Wednesday, December 23, 2009

Baboon Reveries

Primatologist Barbara Smuts observed something strange one day:

Smuts was following a small group of Gombe baboons on the eastern edge of Kenya. She'd been with them seven days a week for weeks and weeks, joining them before dawn, spending 10 hours a day just following, watching and taking notes. One day the whole noisy group was ambling back to its "sleeping trees" along the shore of a stream. "I followed them walking along this stream many, many times before and many times after," she says, "but this time was different."

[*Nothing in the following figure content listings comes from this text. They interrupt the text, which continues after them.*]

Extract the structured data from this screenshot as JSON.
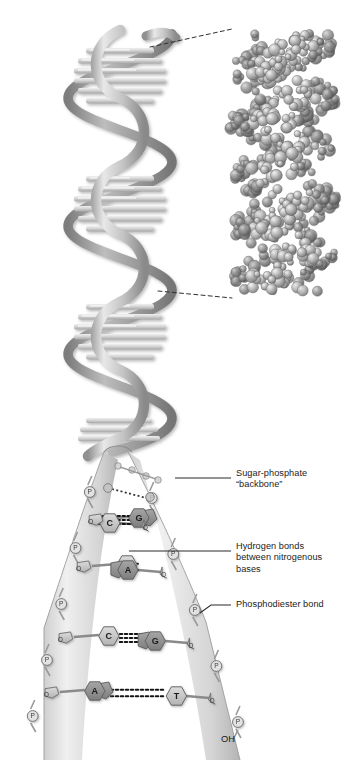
{
  "figure": {
    "background_color": "#ffffff"
  },
  "panels": {
    "helix": {
      "name": "ribbon-double-helix",
      "turns": 5
    },
    "space_filling": {
      "name": "space-filling-model"
    },
    "ladder": {
      "name": "unwound-base-pair-ladder"
    }
  },
  "labels": [
    {
      "id": "sugar-phosphate",
      "text": "Sugar-phosphate\n“backbone”",
      "x": 236,
      "y": 468
    },
    {
      "id": "hydrogen-bonds",
      "text": "Hydrogen bonds\nbetween nitrogenous\nbases",
      "x": 236,
      "y": 541
    },
    {
      "id": "phosphodiester",
      "text": "Phosphodiester bond",
      "x": 236,
      "y": 605
    }
  ],
  "terminal_label": {
    "text": "OH",
    "x": 221,
    "y": 733
  },
  "base_pairs": [
    {
      "left": "G",
      "right": "C",
      "bonds": 3,
      "y": 519,
      "highlight": false
    },
    {
      "left": "T",
      "right": "A",
      "bonds": 2,
      "y": 566,
      "highlight": true
    },
    {
      "left": "C",
      "right": "G",
      "bonds": 3,
      "y": 637,
      "highlight": false
    },
    {
      "left": "A",
      "right": "T",
      "bonds": 2,
      "y": 692,
      "highlight": false
    }
  ],
  "phosphate_symbol": "P",
  "colors": {
    "text": "#1b1b1b",
    "ribbon_light": "#d8d8d8",
    "ribbon_mid": "#b4b4b4",
    "ribbon_dark": "#8d8d8d",
    "base_light": "#c9c9c9",
    "base_dark": "#9a9a9a",
    "sugar": "#b0b0b0",
    "leader": "#2a2a2a",
    "bond": "#1f1f1f"
  }
}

All of a sudden, Smuts says, "without any signal perceptible to me," every one of the baboons, the adults, the little ones, all of them, stopped walking and sat down on the edge of a pool of water. They not only stopped walking; they stopped talking. "Even the little kids, and you know kids are always making noises, but even they got quiet."

The quiet was total. "I really wondered what was going on," says Smuts. The baboons didn't focus on any one thing. They all, or most of them, gazed down into the little pool right below them and hardly moved. There was no fidgeting, no touching or grooming, no discernible activity, just a communal "almost sacramental" contemplation. Smuts calls it a "sacred" quiet.

Then, after a short period of time, "again with no perceptible signal," the troop came alive and resumed its noisy walk down the stream.

The possibility that larger-brained mammals have experiences we would describe as "spiritual" is one of the oddball questions hanging out there in the wilds of zoology. Elephants and chimpanzees in particular seem to do things that strike us as ritualistic or reverential, but it is very hard to know what those acts mean to the animals performing them. Despite what dog and cat owners are always telling me, I believe we have very little idea what happens in the brains of other species. What does it feel like to be a baboon? Does the world seem full of mystery to them, or just food, danger, and allies?